"""

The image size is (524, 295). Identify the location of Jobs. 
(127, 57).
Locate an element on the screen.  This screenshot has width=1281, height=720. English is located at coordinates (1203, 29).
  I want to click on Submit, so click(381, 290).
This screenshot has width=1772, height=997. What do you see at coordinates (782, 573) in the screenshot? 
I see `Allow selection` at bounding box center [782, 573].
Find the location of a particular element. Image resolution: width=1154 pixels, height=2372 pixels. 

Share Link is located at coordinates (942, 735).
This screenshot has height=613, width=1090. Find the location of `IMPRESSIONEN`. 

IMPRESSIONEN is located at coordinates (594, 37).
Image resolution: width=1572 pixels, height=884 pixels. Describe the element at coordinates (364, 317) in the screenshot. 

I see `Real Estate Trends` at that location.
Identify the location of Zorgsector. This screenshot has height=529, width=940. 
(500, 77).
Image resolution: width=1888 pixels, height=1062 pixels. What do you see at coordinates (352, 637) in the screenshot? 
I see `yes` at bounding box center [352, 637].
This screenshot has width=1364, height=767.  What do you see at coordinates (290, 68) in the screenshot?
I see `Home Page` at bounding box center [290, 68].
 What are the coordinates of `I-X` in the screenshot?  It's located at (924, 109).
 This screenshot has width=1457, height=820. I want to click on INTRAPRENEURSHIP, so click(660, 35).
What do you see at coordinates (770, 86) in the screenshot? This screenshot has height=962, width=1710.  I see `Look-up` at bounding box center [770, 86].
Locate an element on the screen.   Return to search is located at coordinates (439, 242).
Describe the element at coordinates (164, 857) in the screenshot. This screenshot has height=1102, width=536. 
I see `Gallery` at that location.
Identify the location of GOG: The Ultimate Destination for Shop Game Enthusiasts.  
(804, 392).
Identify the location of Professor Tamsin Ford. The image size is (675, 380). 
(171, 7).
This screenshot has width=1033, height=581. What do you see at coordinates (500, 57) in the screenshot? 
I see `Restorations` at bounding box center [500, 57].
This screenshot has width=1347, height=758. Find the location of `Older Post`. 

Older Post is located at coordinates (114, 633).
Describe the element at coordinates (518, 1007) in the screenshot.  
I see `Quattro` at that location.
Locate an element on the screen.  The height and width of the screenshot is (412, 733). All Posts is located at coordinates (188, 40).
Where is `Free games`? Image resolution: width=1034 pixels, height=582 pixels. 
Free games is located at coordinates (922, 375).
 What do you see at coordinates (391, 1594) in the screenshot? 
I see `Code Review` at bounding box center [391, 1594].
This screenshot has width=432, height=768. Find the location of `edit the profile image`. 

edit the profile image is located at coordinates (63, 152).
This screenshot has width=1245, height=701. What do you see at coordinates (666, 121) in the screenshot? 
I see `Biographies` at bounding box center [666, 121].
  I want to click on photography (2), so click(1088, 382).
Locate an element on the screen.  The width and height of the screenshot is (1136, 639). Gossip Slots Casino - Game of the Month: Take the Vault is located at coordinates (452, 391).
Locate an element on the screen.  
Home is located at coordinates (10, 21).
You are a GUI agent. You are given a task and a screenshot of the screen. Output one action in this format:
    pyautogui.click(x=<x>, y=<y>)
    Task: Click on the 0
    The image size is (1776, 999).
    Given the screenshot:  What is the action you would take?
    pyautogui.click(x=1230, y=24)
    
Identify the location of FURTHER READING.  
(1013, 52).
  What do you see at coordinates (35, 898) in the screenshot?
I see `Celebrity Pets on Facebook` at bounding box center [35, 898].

"""

• **The task**:
Only the lines from the one containing "Task: Click on the 0" through the end of the entries above belong in the answer; repeat them exactly.

• **Worked solution**:
    Task: Click on the 0
    The image size is (1776, 999).
    Given the screenshot:  What is the action you would take?
    pyautogui.click(x=1230, y=24)
    
Identify the location of FURTHER READING.  
(1013, 52).
  What do you see at coordinates (35, 898) in the screenshot?
I see `Celebrity Pets on Facebook` at bounding box center [35, 898].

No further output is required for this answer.